Once out of the building, Lee was already jay-walking across West End Avenue before I could make it up the block from Riverside Drive.  

“Wait up, Lee,” I yelled, but he didn’t listen.  If he ran into a kid from his Manhattan Day School, he’d motion at me with his thumb over his shoulder and mutter “my sister.”  When I did manage to match his stride, he’d snicker and say “fuck, fuck, fuck, fuck” under his breath in time to our steps.  

“What’s ‘fuck’ Lee?”  

“That’s for me to know and you to find out.”  

“C’mon, Lee. You always say it.  What does it mean?”  

“Fuck, fuck, fuck,” he answered.  “I hate them,” he added a minute later.     

“Them?  Who?”     

“Them.  Mom and Dad.  I hate them.”  

“Why? What did they do to you?”  

“That’s for me to know and you to find out.”   

We walked the rest of the way in silence.     

One  night, I was in my room doing homework, when from all the way down the corridor, I heard my mother, my father and Lee.  All three of their voices were raised in anger, but while the sound of an argument was unmistakable, the screams unsettling, I couldn’t make out the words.       

The next afternoon on the way to Hebrew School, Lee was beside himself, gesturing and ranting the whole way down Broadway, past the apple  bins outside Al’s Market,  past Mr.
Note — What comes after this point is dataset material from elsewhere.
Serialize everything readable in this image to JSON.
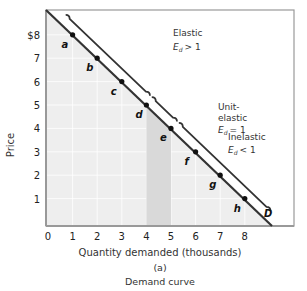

Levinsky’s Do-it-in-a-Day-Dry cleaners with its tattered yellow awning, past Mrs. Kulnick who grinned and waved at us and pointed to the Black and Whites in the window of the Cake Masters.       

“Fuck ‘em! Fuck ‘em both!  Fuck them and their bullshit. Fuck it all!” Lee muttered non-stop. I had to run to keep up with him.   

He was still swearing when we walked east across the scary block between Amsterdam and Columbus, where dark men hovered in doorways next to girls with ratted hair and blouses unbuttoned down the front.  From the corner of my eye I could see that Lee was crying. When we reached the red brick Hebrew School, Lee turned on his heel and walked off down the street, leaving me just like that, in a panic.  I called after him but he didn’t turn around.   

I stood and watched his back get smaller and smaller as he moved down 86th towards Amsterdam Avenue, his leather jacket flapping in the breeze, another cigarette cupped in his hand.  Finally, not knowing what else to do, I went upstairs to the overheated class room that smelled like Swiss cheese.  Naomi, Vivian, Lena and I were the only students that day.  I fidgeted.  I twisted and turned in my seat.  More than once, Rabbi Lamb had to call me to attention.   

We were studying the Prophets.  Rabbi Lamb asked me to read a passage from Isaiah.  Normally a fluent reader, I stumbled over every word until the Rabbi peered at me from over the top of his half glasses, eyebrows raised, and asked me what was wrong.  

“Nothing, Rabbi.  I’m just thirsty.  Can I be excused to get water?”  

“Nu?  Go.  But make it snappy.”  

Class seemed endless.  The radiator hissed as always, and Rabbi Lamb’s cheeks and beard were coated with sweat.  Finally, it was time to go. Vivian and Naomi always went home together in Naomi’s father’s giant Chrysler that was parked outside and waiting.  Lena was a year older and lived right down the street, so she could walk by herself.  

I had already decided that I would tell no one about my dilemma but would walk home  alone even if it was winter and dark outside.   I wasn’t afraid.  I wasn’t afraid.  I was not at all afraid.      

When I got to the lobby, I buttoned my coat and put on my mittens, pulled my Hebrew books in close to my chest, took a deep breath and went through the revolving door.  

Directly outside, shifting his weight from one foot to the other, his nose runny, his face still wet with tears, stood Lee.  I didn’t know if I wanted to punch him or throw my arms around his waist.  I fell into step next to him and quickly picked up my pace. We hurried up Broadway under a black and starless January sky.  The roar of the buses backed up block after block in the rush hour traffic drowned out all the questions I wanted to ask.  Lee and I walked home without ever exchanging a word.    

 

Author's Biography

This vignette will probably find its way into the book-length memoir I'm writing depicting the life of a family in which the son is a schizophrenic. At fourteen, Lee was on the cusp of being diagnosed with the disease.   

Tessa Dratt writes from Chicago, Illinois.